LEAGUE OF NATIONS. The creation of the League of Nations by the incorporation of the Covenant in the Treaty of Versailles and the other Treaties of Peace in 1919, was perhaps the most remarkable of all the direct results of the World War. For the text of this document see p. 832. (See also EUROPE; SECURITY.) The League of Nations is not an abnormal achievement or human idealism—a great leap in advance beyond the achieve ments of the present age, outstripping the practical needs and requirements of the world. On the contrary, it is a practical method for achieving practical ends which are of importance to every citizen of every country. The demand for an international organization to prevent war has often been made in the last four centuries. Fundamentally, this demand is that the relations of States shall be subjected to something analogous to the system of law and order to which men have subjected themselves within the smaller units in which they live. It is one example of the truth of the maxim of the Roman lawyers—ubi societas ibi lex. But the purpose and the content of the rules for the conduct of their relations—the lex—necessarily depend on the nature of the units of the society and on the nature of their relations.

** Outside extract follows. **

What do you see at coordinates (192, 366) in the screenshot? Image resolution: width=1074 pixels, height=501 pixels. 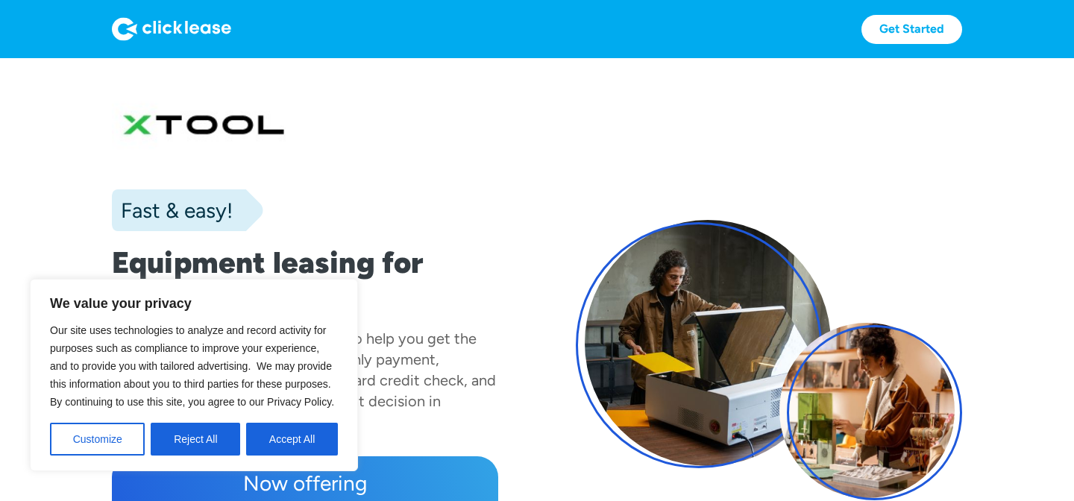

When Grotius wrote his famous work on the Law of Nations, he was writing of a Society of States whose intercourse was dis turbed by the continual outbreak of war. Indeed, Europe had been convulsed by the Thirty Years' War for a whole generation prior to the publication of his work. Thus it was natural and indeed inevitable that the rules which Grotius produced for the guidance of the Society of States, as he knew it, amounted to little more than a code of laws for the better conduct of war. He did, indeed, sketch the outlines of a law for the pacific relations of States, and, in the following century and a half, his successors developed to some extent what he had begun. But only after the Napoleonic wars was the first serious attempt made to estab lish an organized system of conducting international affairs with a view to the avoidance of war.
To Alexander of Russia's scheme of a holy alliance we need only briefly allude. Though admirable in intention, it was re jected as "sublime nonsense and mysticism" by Castlereagh, and it eventually degenerated into a mere prop of despotism supported by the empires of Central Europe and France. But the work of Castlereagh himself is worthy of closer attention. He tried to sub
stitute for the chaotic political methods of the past a system of diplomacy by conference, confining his efforts, however, to the Great Powers, though he desired to make their attitude to the smaller Powers one of "influence rather than authority." He pro vided his "Conference of Ambassadors" with an organized plan of work and with a secretariat, and he supplemented it by occasional conferences of the principal statesmen of the Concert: His con ference of ambassadors continued to sit in one form or another for almost six years, and he held four or five of his conferences of principal statesmen.
The European Concert.—Later in the 19th century, Castle reagh's work bore fruit in the European Concert, which proved on many occasions to be an effective instrument for the joint settlement of Balkan problems and for the maintenance of European peace. But at the time, and for the purpose for which he had created it, Castlereagh's system of diplomacy by con ference almost completely failed. It did so because it never had in it the seeds of life. Its members differed fundamentally on all the greater issues of international politics—while some of them were independent and autocratic sovereigns, subject to no con trol, and without the pressure behind them of a general democratic will for peace. It could truly be said that international society was not ready for such schemes.
Since the Napoleonic wars, however, forces have been at work which have changed the economic condition of the world, knit ting its many parts together, and making possible a permanent international political organization. The first of these forces is the revolution in communications in the course of the last cen tury, which has brought the most remote parts of the world nearer to each other than neighbouring towns were ioo years ago. The second of the forces—a result of the first—is the remarkable raising of the standards of civilization through the co-operation of mankind in ever larger groups and in enterprises conceived and conducted on an ever greater scale. To-day, much of the world's commerce is international, and it has become evident that the interests of any one civilized country are indissolubly bound up with those of every other country, so much so that no sensible statesman will ever again base his policy on the principle that his country will gain by another country's loss.